A transcript of Pope Francis’ comments about disgraced ex-Cardinal Theodore McCarrick only half-reported what he said, the Vatican Communications office says.

The truncated transcript of Francis’s lengthy interview with Mexico’s Televisa reporter, Valentina Alazaraki, claimed Francis said he didn’t know anything about accusations of McCarrick’s sexual abuse before the accusations became public last year.

What it omitted, was Francis’s claim that he didn’t remember former nuncio to the United States, Archbishop Carlo Maria Vigano, telling him in 2013 of McCarrick’s penchant for sleeping with seminarians.

Communications coordinator Andrea Tornielli says the discrepancy was due to the quick turnaround time given to translating the interview from Spanish into Italian.

The original Spanish was considered the text of reference, he says.

Within minutes of being questioned about the Italian transcript, the full and corrected version of the quote appeared on the Italian site of the Vatican news portal, Vatican News.

In the interview Francis told Alazaraki he would have immediately spoken out if he had known about McCarrick.

When he did find out last year, he acted against McCarrick both before and after the Vatican process.

Before the process, he removed him from the College of Cardinals.
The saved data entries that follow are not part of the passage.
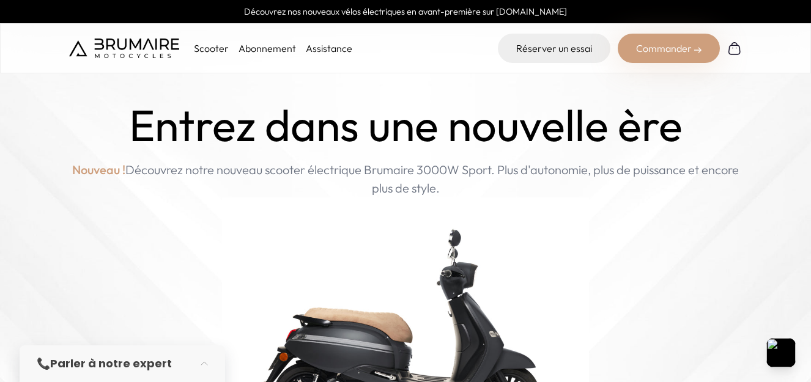 The height and width of the screenshot is (382, 811). What do you see at coordinates (554, 48) in the screenshot?
I see `a: Réserver un essai` at bounding box center [554, 48].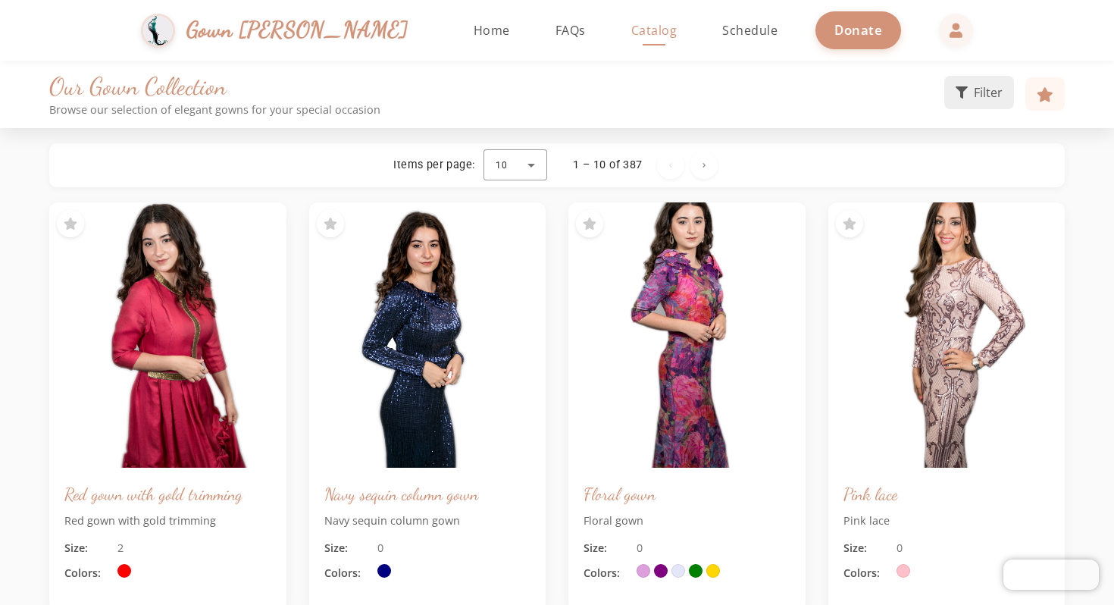 The image size is (1114, 605). What do you see at coordinates (496, 109) in the screenshot?
I see `p: Browse our selection of elegant gowns for your special occasion` at bounding box center [496, 109].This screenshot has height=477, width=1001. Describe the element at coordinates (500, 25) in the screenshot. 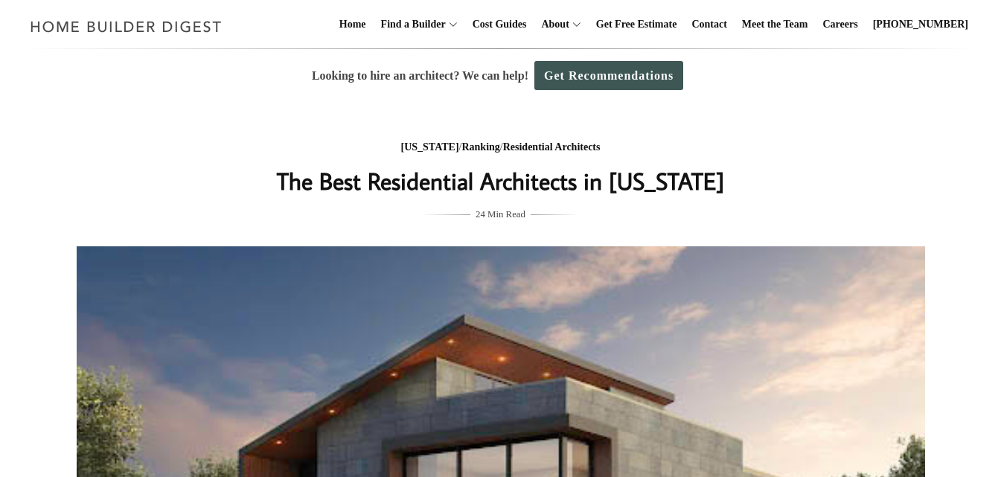

I see `a: Cost Guides` at that location. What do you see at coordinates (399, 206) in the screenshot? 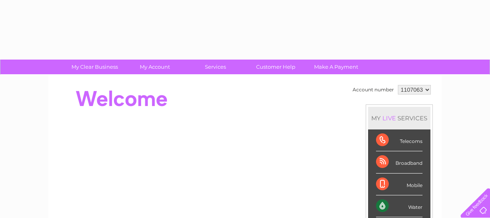
I see `div: Water` at bounding box center [399, 206].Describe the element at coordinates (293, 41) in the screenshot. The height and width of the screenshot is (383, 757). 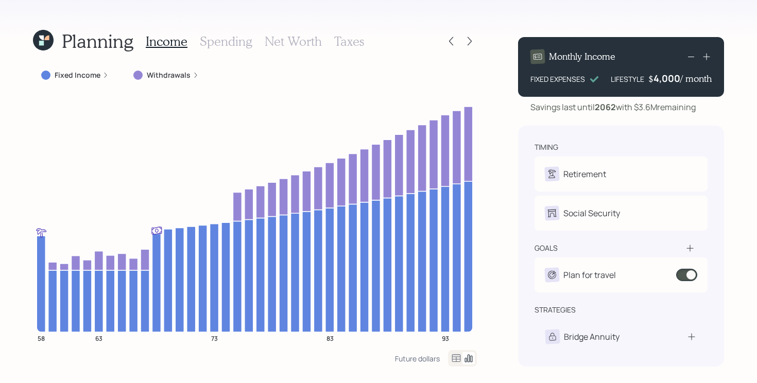
I see `h3: Net Worth` at that location.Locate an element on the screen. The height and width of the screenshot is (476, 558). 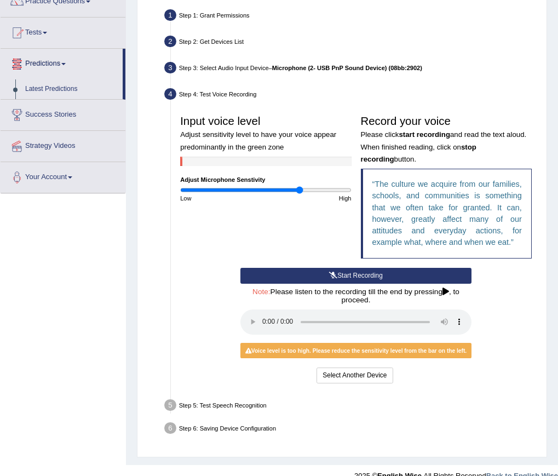
q: The culture we acquire from our families, schools, and communities is something that we often tak... is located at coordinates (447, 213).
After it, when he was found guilty of solicitation in the Sacrament of Penance and “sins against the Sixth Commandment with minors and with adults,” he dismissed him from the clerical state.

Vigano’s allegations have been used by Francis’ conservative critics to attack him.

The allegations appear to show Francis disregarded information that McCarrick preyed on seminarians and instead rehabilitated him from the restrictions Pope Benedict XVI imposed in 2008.

As a result, Francis’ claim not to remember if Vigano told him about McCarrick now amounts to his defence against such criticism.

Last year, the Vatican communications office published a doctored photograph and a partial quote from a letter penned by retired Pope Benedict XVI that misrepresented its complete meaning. The then-prefect of the communications office had to resign as a result.